"Good to see you properly awake. How does your arm feel?" Ryker spoke without much sincere concern.
"Better." Viggo got up from his cot and examined the bound wound. The healer had done an excellent job, but the girl had inflicted severe damage. "I'm informed there's likely to be a loss of dexterity in this hand. The healer says she might have had a better chance of preventing that if you had been quicker to recover me from the battlefield."
Ryker's brow lowered. There was an edge to his voice now. "Enough men were injured getting past those dragons."
Viggo gave him a hard look. Ryker stared back at him, with that same half-defiant expression he'd used since they were small.
"How was the shipment impacted in the end?" Viggo asked.
Ryker's scowl became more pronounced. "Nearly all the beasts were set free. But," his demeanour changed, becoming almost cheerful, "We managed to capture the Night Fury. The Riders fought tooth and nail for him, but they had to give up in the end. Gods, I loved the looks on their faces. And the dragon's." Ryker gave a rare grin. "Without their leader and strongest weapon, the Riders are more vulnerable than ever. We can take them down, brother."
Viggo stiffened. Yes. The Riders were, of course, without Hiccup Haddock. His knife had made sure of that, had it not?
Unbidden, into his mind came an image of the boy's face at the moment he had realised he had been stabbed, of the tumult of emotions that had rushed across it. Shock. Betrayal. A terrible disappointment.
Viggo brushed it away. There was business to attend to.
"So, what's the plan now, then?" Ryker sounded impatient.
Viggo stroked his chin, thinking. The plan. It had been three days since Haddock's death. The Riders would have taken the corpse back to Berk for the funeral. They were surely still grieving their friend, and were therefore most vulnerable before they pulled themselves together enough to launch a rescue mission. They would soon be back, though, to retrieve the Night Fury, probably in about four to six days. A surprise attack while they flew back to their base could do it…
Viggo hesitated. It was perfectly simple; all he had to do was open his mouth and give the orders, yet he remained silent. He saw again Hiccup Haddock's face as he fell. He felt again the boy's anguish reflected in his own soul.
Viggo's next words took him as much by surprise as they did his brother.
"We'll discuss it in the morning. Leave." His words were terse and clipped.
Ryker paused, obviously taken aback, but obeyed all the same.
Berk was so different. Every barrel, every house, everything she had known her whole life seemed somehow changed. Everything spoke of Hiccup's absence. Every reminder intensified the dull, unbearable ache in her chest.
Astrid kept her eyes staring straight ahead, trying not to see. She could not, however, block her ears. Her hands were needed to push the cart they had put the body into, and she heard everything.
The shocked gasps and whispers of the obviously watching Vikings. The renewed sobs from Fishlegs. The muffled sniffles from Snotlout and the twins. And loudest of all, the silence of the Chief.
Stoick was standing right in the middle of the plaza, turned towards them and very still. He was too far away for Astrid to see his face clearly, but she knew he was looking them over, again and again, as if expecting his son to step out of a shadow and prove that the shrouded body in the cart was not Hiccup's.
They were closer now, close enough to see their Chief's lips form a silent no, a plea to the gods to rewrite reality.
Astrid reached him first. She opened her mouth to speak, to explain, to condole, but nothing came out. There was a lump the size of an apple in her throat and all she could do was bow her head.
Stoick's calloused hands were exceedingly gentle as he reached into the cart and pulled back the sheet they chad covered the corpse with. Astrid caught a flash of blank green eyes and blue-tinged skin before Stoick abruptly yanked the shroud back over the face. He turned and left without a word.
Everyone watched him walk with slow, heavy steps up to the house he had shared with his son. For the first time she could remember, Astrid allowed a tear to trail down her cheek as she watched her chief's shoulders hunch and begin to shake.
Author's Note
Sorry about the long gap between updates! From now on, I'll try to post every fortnight.
Hope you enjoyed Chapter One. Have a nice day!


What needs to be done:
Each line of the data below either holds "panel" or does not. Report how many do, and only that.

· · ·

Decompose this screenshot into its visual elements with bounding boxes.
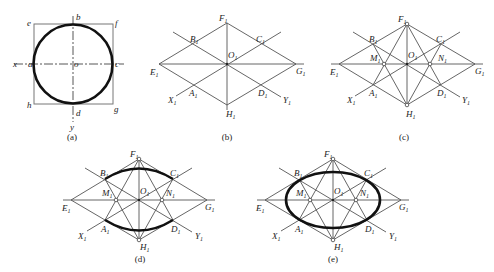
diagram-canvas: e b f x a o c h d g y (a) F1 B1 C1 O1 E1… — [0, 0, 494, 272]
label-E1: E1 — [149, 67, 159, 78]
center-point — [332, 199, 334, 201]
label-D1: D1 — [364, 224, 375, 235]
center-point — [138, 199, 140, 201]
panel-a: e b f x a o c h d g y (a) — [12, 12, 124, 142]
label-C1: C1 — [364, 168, 373, 179]
label-H1: H1 — [225, 109, 236, 120]
label-f: f — [115, 18, 119, 28]
label-Y1: Y1 — [389, 231, 397, 242]
label-O1: O1 — [228, 50, 238, 61]
label-X1: X1 — [271, 231, 281, 242]
caption-d: (d) — [135, 254, 146, 264]
panel-e: F1 B1 C1 O1 M1 N1 E1 G1 X1 A1 D1 Y1 H1 (… — [255, 149, 409, 264]
label-N1: N1 — [437, 53, 447, 64]
caption-e: (e) — [328, 254, 338, 264]
label-D1: D1 — [436, 88, 447, 99]
label-e: e — [27, 18, 31, 28]
label-X1: X1 — [167, 95, 177, 106]
label-G1: G1 — [475, 66, 485, 77]
label-F1: F1 — [129, 149, 139, 160]
label-X1: X1 — [346, 95, 356, 106]
line-H1-B1 — [373, 44, 407, 105]
label-B1: B1 — [294, 168, 303, 179]
label-N1: N1 — [165, 188, 175, 199]
label-g: g — [114, 104, 119, 114]
label-E1: E1 — [329, 67, 339, 78]
label-N1: N1 — [359, 188, 369, 199]
label-A1: A1 — [188, 88, 198, 99]
line-H1-B1 — [299, 179, 333, 240]
label-B1: B1 — [100, 168, 109, 179]
label-h: h — [27, 100, 32, 110]
label-O1: O1 — [408, 50, 418, 61]
label-G1: G1 — [296, 66, 306, 77]
label-C1: C1 — [256, 34, 265, 45]
point-M1 — [382, 62, 386, 66]
label-F1: F1 — [218, 13, 228, 24]
label-D1: D1 — [170, 224, 181, 235]
label-y: y — [69, 122, 74, 132]
point-N1 — [160, 198, 164, 202]
label-Y1: Y1 — [195, 231, 203, 242]
label-A1: A1 — [100, 224, 110, 235]
label-C1: C1 — [436, 34, 445, 45]
label-D1: D1 — [257, 88, 268, 99]
caption-c: (c) — [399, 132, 409, 142]
center-point — [226, 63, 228, 65]
caption-a: (a) — [67, 132, 77, 142]
panel-c: F1 B1 C1 O1 M1 N1 E1 G1 X1 A1 D1 Y1 H1 (… — [329, 14, 485, 142]
point-N1 — [354, 198, 358, 202]
panel-d: F1 B1 C1 O1 M1 N1 E1 G1 X1 A1 D1 Y1 H1 (… — [61, 149, 215, 264]
label-H1: H1 — [333, 242, 344, 253]
label-G1: G1 — [399, 202, 409, 213]
label-F1: F1 — [323, 149, 333, 160]
label-Y1: Y1 — [462, 95, 470, 106]
label-O1: O1 — [140, 186, 150, 197]
point-M1 — [114, 198, 118, 202]
panel-b: F1 B1 C1 O1 E1 G1 X1 A1 D1 Y1 H1 (b) — [149, 13, 306, 142]
label-A1: A1 — [368, 88, 378, 99]
label-c: c — [115, 59, 119, 69]
label-C1: C1 — [170, 168, 179, 179]
label-a: a — [28, 59, 33, 69]
point-M1 — [308, 198, 312, 202]
label-Y1: Y1 — [283, 95, 291, 106]
label-o: o — [74, 59, 79, 69]
label-F1: F1 — [397, 14, 407, 25]
label-E1: E1 — [255, 203, 265, 214]
label-H1: H1 — [139, 242, 150, 253]
caption-b: (b) — [222, 132, 233, 142]
label-A1: A1 — [294, 224, 304, 235]
point-N1 — [428, 62, 432, 66]
label-X1: X1 — [77, 231, 87, 242]
line-F1-A1 — [299, 159, 333, 220]
label-B1: B1 — [369, 34, 378, 45]
line-F1-A1 — [373, 24, 407, 85]
point-H1 — [405, 103, 409, 107]
center-point — [406, 63, 408, 65]
label-G1: G1 — [205, 202, 215, 213]
label-E1: E1 — [61, 203, 71, 214]
label-H1: H1 — [405, 109, 416, 120]
label-d: d — [76, 108, 81, 118]
label-B1: B1 — [190, 34, 199, 45]
label-O1: O1 — [334, 186, 344, 197]
label-b: b — [76, 12, 81, 22]
label-x: x — [12, 59, 17, 69]
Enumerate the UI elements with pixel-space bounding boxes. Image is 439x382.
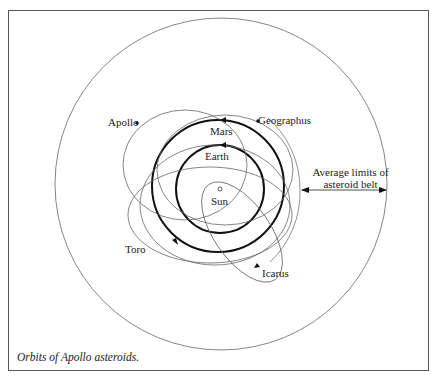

· · ·

Result of the exercise:
5